The Woman in a Podoscaphe, 1865 by Gustave Courbet

The Woman in a Podoscaphe, 1865 by Gustave Courbet
The Woman in a Podoscaphe, 1865 by Gustave Courbet

By 1865, the first summer that Courbet spent at Trouville, the harbor town and its close neighbor Deauville had become fashionable resorts for a Parisian and international clientele. Strolling and picnicking on the sands and even bathing in the sea had become stylish pastimes during the Second Empire; this was the life documented in the beach scenes by Courbet's older colleague Eugene Boudin. Sea bathing was still rather a decorous activity, however, and therefore the artist (and others) were much struck by the spectacle of a young woman who went out into the waves by herself, clothed only in a simple sleeveless shift and with her long hair blowing in the wind, propelling a kind of catamaran structure she called a "podoscafe." Courbet referred to her as the Amphitrite moderne, and set about making a large painting of her. Though it was never shown at the Salon, the ambitious scale of the work leads one to believe that it was originally conceived as a Salon painting. It was characteristic of Courbet to seize upon such a subject, unmistakably modern yet with classical overtones: a modern Venus not rising from the sea but dominating it. It is even possible that he might have initially conceived the painting as a kind of challenge or reproof to the trite pandering of Cabanel's Birth of Venus, shown at the Salon of 1863.

This female figure is certainly not presented in terms of sexual passivity, but of independence and prowess. She fills the pictorial field, brought as close to the viewer as she can be without having her interesting vessel and her long, double-ended oar cut off by the edge of the painting. Her position on the structure is easy and confident. (Doubtless, it was quite impossible in actual fact without a harness of some kind, but she posed for him on land and Courbet was not concerned with literalism.) The loose, flowing hair, always so attractive to Courbet, was at the time a conventional signal of sexual availability, but seems here rather to rhyme with the waves through which this sea nymph plies her craft. The surface of the painting was not completely finished, and this fact together with restorations undergone sometime in this century, contributes to the unusual flatness of the figure. Nonetheless her conception and her placement in the vast space of the sea make this an unforgettable image, one that only Courbet would have had the bold naivete to create.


#### Task objective
Give back the data exactly, with no images.

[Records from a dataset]
[Start of Attachment]
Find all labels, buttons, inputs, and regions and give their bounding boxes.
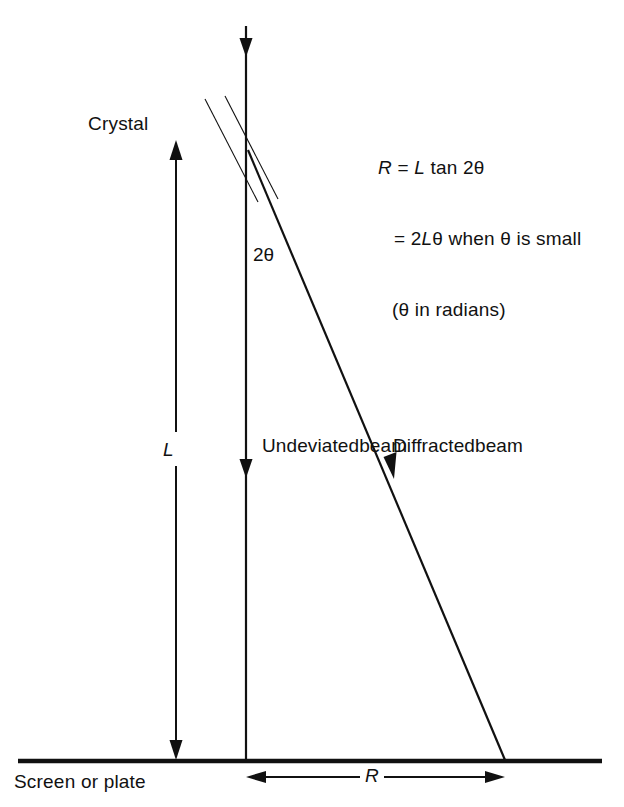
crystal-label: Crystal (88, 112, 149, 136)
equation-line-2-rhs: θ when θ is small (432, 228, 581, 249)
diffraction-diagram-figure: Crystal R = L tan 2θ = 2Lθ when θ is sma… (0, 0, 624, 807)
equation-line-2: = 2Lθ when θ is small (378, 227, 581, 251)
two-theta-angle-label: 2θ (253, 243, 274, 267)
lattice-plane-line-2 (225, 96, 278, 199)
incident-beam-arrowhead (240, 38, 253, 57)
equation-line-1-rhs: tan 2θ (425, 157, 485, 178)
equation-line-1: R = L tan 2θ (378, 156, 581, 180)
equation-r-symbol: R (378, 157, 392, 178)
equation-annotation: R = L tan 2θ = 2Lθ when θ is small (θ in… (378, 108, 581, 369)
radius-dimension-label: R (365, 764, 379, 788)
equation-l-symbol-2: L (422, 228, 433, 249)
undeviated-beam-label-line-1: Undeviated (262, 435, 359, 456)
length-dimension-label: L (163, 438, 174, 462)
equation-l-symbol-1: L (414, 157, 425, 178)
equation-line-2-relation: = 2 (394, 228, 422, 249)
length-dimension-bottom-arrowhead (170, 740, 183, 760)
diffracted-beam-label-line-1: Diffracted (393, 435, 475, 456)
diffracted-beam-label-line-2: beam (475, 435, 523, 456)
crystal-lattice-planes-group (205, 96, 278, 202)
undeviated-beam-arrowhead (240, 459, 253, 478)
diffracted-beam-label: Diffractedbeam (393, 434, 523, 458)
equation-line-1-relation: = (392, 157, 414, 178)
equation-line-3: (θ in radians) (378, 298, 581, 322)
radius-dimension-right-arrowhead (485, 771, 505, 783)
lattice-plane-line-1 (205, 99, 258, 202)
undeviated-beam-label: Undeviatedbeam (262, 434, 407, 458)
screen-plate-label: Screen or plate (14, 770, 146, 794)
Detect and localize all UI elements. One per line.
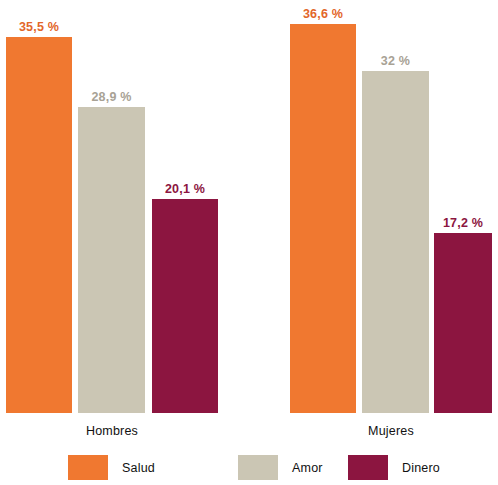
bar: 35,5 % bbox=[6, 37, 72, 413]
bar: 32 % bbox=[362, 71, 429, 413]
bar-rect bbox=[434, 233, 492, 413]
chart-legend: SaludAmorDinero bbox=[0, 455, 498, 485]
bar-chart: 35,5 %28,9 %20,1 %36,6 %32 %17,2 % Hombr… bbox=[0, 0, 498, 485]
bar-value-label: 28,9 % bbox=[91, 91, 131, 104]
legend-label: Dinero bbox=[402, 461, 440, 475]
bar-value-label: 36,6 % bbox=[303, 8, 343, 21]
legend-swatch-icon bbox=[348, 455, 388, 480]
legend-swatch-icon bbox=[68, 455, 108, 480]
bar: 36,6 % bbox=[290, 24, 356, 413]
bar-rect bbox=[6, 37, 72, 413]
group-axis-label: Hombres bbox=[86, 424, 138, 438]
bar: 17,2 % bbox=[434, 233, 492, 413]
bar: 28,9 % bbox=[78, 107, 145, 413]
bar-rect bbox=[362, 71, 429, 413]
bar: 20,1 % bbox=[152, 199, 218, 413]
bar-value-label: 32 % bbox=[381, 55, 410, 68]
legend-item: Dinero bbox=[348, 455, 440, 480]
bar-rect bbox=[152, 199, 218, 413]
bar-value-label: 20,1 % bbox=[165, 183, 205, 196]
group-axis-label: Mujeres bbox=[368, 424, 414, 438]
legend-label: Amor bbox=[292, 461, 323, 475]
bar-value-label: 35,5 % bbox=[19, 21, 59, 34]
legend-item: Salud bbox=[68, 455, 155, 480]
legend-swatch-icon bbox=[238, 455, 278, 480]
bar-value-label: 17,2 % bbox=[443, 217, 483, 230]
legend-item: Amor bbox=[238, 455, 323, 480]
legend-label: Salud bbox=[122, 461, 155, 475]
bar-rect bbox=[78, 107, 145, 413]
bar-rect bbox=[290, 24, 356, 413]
[End of Attachment]
#### Response to the exercise
Find all labels, buttons, inputs, and regions and give their bounding boxes.
crystal-label: Crystal (88, 112, 149, 136)
equation-line-2-rhs: θ when θ is small (432, 228, 581, 249)
diffraction-diagram-figure: Crystal R = L tan 2θ = 2Lθ when θ is sma… (0, 0, 624, 807)
equation-line-2: = 2Lθ when θ is small (378, 227, 581, 251)
two-theta-angle-label: 2θ (253, 243, 274, 267)
lattice-plane-line-2 (225, 96, 278, 199)
incident-beam-arrowhead (240, 38, 253, 57)
equation-line-1-rhs: tan 2θ (425, 157, 485, 178)
equation-line-1: R = L tan 2θ (378, 156, 581, 180)
equation-r-symbol: R (378, 157, 392, 178)
equation-annotation: R = L tan 2θ = 2Lθ when θ is small (θ in… (378, 108, 581, 369)
radius-dimension-label: R (365, 764, 379, 788)
equation-l-symbol-2: L (422, 228, 433, 249)
undeviated-beam-label-line-1: Undeviated (262, 435, 359, 456)
length-dimension-label: L (163, 438, 174, 462)
equation-l-symbol-1: L (414, 157, 425, 178)
equation-line-2-relation: = 2 (394, 228, 422, 249)
length-dimension-bottom-arrowhead (170, 740, 183, 760)
diffracted-beam-label-line-1: Diffracted (393, 435, 475, 456)
diffracted-beam-label-line-2: beam (475, 435, 523, 456)
crystal-lattice-planes-group (205, 96, 278, 202)
undeviated-beam-arrowhead (240, 459, 253, 478)
diffracted-beam-label: Diffractedbeam (393, 434, 523, 458)
equation-line-1-relation: = (392, 157, 414, 178)
equation-line-3: (θ in radians) (378, 298, 581, 322)
radius-dimension-right-arrowhead (485, 771, 505, 783)
lattice-plane-line-1 (205, 99, 258, 202)
undeviated-beam-label: Undeviatedbeam (262, 434, 407, 458)
screen-plate-label: Screen or plate (14, 770, 146, 794)
Detect and localize all UI elements. One per line.
bar: 35,5 % bbox=[6, 37, 72, 413]
bar: 32 % bbox=[362, 71, 429, 413]
bar-rect bbox=[434, 233, 492, 413]
chart-legend: SaludAmorDinero bbox=[0, 455, 498, 485]
bar-chart: 35,5 %28,9 %20,1 %36,6 %32 %17,2 % Hombr… bbox=[0, 0, 498, 485]
bar-value-label: 28,9 % bbox=[91, 91, 131, 104]
legend-label: Dinero bbox=[402, 461, 440, 475]
bar-value-label: 36,6 % bbox=[303, 8, 343, 21]
legend-swatch-icon bbox=[348, 455, 388, 480]
legend-swatch-icon bbox=[68, 455, 108, 480]
bar: 36,6 % bbox=[290, 24, 356, 413]
bar-rect bbox=[6, 37, 72, 413]
group-axis-label: Hombres bbox=[86, 424, 138, 438]
bar: 17,2 % bbox=[434, 233, 492, 413]
bar: 28,9 % bbox=[78, 107, 145, 413]
bar-rect bbox=[362, 71, 429, 413]
bar: 20,1 % bbox=[152, 199, 218, 413]
bar-value-label: 32 % bbox=[381, 55, 410, 68]
legend-item: Dinero bbox=[348, 455, 440, 480]
bar-rect bbox=[152, 199, 218, 413]
bar-value-label: 20,1 % bbox=[165, 183, 205, 196]
group-axis-label: Mujeres bbox=[368, 424, 414, 438]
legend-label: Amor bbox=[292, 461, 323, 475]
bar-value-label: 35,5 % bbox=[19, 21, 59, 34]
legend-item: Salud bbox=[68, 455, 155, 480]
legend-swatch-icon bbox=[238, 455, 278, 480]
bar-value-label: 17,2 % bbox=[443, 217, 483, 230]
legend-item: Amor bbox=[238, 455, 323, 480]
legend-label: Salud bbox=[122, 461, 155, 475]
bar-rect bbox=[78, 107, 145, 413]
bar-rect bbox=[290, 24, 356, 413]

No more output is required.